The Royal Opera House live relays are making a welcome return to the Covent Garden piazza following the success of their revival last summer, made possible by the generous sponsorship of BP. This three-year sponsorship scheme has already brought three operas and now the very first ballet live from the main stage of the ROH into the piazza. An estimated 5,000 people enjoyed the free performance of Tchaikovsky's timeless ballet, Swan Lake which was broadcast onto a huge screen supplied by Screenco. The complex audio requirements were provided by Dobson Sound who have worked with the Royal Opera House on several previous occasions during the period of its refurbishment.

The system that was put in place for the Swan Lake relay was the result of collaboration between Paul Dobson and Eric Presley, Head of Sound for the ROH. Presley mixed the sound in the ROH and sent the feeds out to the piazza, and on this occasion wanted a system that would incorporate an element of surround sound for a fuller ambience, so he and Dobson designed it accordingly. The main system, which was all d&b, comprised a C7 top and sub either side of the stage for screen sound and three delay positions down either side of the piazza, each with an E9 mid/high cabinet over a C7 sub for the main programme material. BSS TCS804s and Klark Teknik DN410s provided system time alignment and EQ respectively, while a 24-channel Midas Heritage 1000 ran front-of-house. "We had to have masses of delay and time alignment on the system to compensate for the inherent delay in the video signal," said Dobson. "We took VT from Screenco and a BBC OB truck which was there to provide facilities to relay the video although the event itself was not broadcast." There was also a live element to the show when Deborah Bull, herself a principal ballerina with the Royal Ballet, brought out all the dancers of Swan Lake to take a curtain call on the stage beneath the great screen. Shure SM58s were on hand to deal with all of the live presentations onstage.
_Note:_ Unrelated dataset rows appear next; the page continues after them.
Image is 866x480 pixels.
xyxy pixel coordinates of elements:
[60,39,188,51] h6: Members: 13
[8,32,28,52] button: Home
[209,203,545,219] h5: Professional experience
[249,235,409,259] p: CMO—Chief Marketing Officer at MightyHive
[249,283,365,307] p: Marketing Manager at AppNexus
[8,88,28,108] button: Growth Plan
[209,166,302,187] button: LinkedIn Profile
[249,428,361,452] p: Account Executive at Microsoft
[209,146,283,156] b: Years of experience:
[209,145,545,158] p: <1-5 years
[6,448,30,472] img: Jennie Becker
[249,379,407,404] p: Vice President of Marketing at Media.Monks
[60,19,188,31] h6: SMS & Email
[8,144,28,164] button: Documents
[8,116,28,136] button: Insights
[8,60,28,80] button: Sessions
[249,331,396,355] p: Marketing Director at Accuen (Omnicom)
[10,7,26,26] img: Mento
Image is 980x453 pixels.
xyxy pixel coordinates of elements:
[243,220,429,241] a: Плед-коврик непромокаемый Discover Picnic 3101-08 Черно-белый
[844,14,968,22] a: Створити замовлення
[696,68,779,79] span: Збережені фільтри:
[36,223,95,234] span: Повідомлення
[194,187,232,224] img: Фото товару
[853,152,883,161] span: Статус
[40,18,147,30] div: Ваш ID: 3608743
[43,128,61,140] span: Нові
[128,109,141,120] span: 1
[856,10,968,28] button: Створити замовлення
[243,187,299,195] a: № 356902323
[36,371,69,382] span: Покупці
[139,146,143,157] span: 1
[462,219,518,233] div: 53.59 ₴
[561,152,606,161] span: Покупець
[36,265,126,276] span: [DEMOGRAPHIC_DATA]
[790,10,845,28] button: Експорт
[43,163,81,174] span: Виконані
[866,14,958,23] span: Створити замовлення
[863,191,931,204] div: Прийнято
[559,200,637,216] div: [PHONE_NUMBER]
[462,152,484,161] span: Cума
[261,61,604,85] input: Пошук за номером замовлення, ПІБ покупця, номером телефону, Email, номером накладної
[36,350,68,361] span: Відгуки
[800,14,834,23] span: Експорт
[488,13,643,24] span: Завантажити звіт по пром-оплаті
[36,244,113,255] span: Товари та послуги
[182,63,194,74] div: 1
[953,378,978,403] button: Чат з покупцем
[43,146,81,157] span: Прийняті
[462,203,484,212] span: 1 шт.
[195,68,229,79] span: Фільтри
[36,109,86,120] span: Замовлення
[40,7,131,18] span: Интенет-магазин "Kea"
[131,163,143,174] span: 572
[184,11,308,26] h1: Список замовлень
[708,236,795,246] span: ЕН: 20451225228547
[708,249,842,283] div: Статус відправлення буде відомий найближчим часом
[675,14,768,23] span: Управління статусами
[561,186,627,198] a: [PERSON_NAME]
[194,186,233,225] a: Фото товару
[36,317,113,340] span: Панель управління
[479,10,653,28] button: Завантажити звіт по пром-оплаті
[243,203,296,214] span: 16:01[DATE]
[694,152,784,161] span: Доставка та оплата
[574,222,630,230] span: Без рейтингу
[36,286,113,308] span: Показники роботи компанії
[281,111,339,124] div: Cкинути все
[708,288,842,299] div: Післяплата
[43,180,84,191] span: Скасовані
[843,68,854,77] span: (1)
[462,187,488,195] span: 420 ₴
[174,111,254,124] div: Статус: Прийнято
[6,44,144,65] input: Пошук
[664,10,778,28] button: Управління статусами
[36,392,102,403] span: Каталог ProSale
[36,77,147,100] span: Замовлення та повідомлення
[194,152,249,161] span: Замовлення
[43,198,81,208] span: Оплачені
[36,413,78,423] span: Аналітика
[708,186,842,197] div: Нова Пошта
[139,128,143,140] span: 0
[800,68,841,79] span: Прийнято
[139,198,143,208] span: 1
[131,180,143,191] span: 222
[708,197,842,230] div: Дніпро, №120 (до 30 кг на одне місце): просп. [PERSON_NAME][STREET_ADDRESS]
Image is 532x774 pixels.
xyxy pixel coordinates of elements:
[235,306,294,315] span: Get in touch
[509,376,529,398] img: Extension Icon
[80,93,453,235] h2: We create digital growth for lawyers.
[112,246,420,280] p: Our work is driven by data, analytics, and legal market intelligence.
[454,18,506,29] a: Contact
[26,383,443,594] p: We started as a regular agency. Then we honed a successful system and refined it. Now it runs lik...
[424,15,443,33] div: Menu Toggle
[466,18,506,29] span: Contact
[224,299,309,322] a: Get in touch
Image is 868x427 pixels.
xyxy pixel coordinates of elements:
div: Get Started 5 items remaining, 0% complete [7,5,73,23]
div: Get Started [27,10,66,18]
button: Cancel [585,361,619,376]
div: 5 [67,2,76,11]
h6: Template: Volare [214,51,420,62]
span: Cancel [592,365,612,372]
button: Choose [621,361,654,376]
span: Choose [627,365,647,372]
The surround sound element came from an E3 placed at each of the delay positions plus a further pair of E3s at the back. Paul Dobson commented: "We were really pleased with the surround sound effect. It was very subtle; not something necessarily to be noticed in its own right, but you noticed the difference without it. Eric deployed a highly complex system of microphones within the Royal Opera House in order to derive the signal for the surround sound, and the result was much greater depth and richness. We were pleased with the quality of the sound overall, achieving extremely even coverage from front to back of the piazza, but there is no doubt that the surround sound added an extra dimension. It really brought a sense of the Opera House outdoors."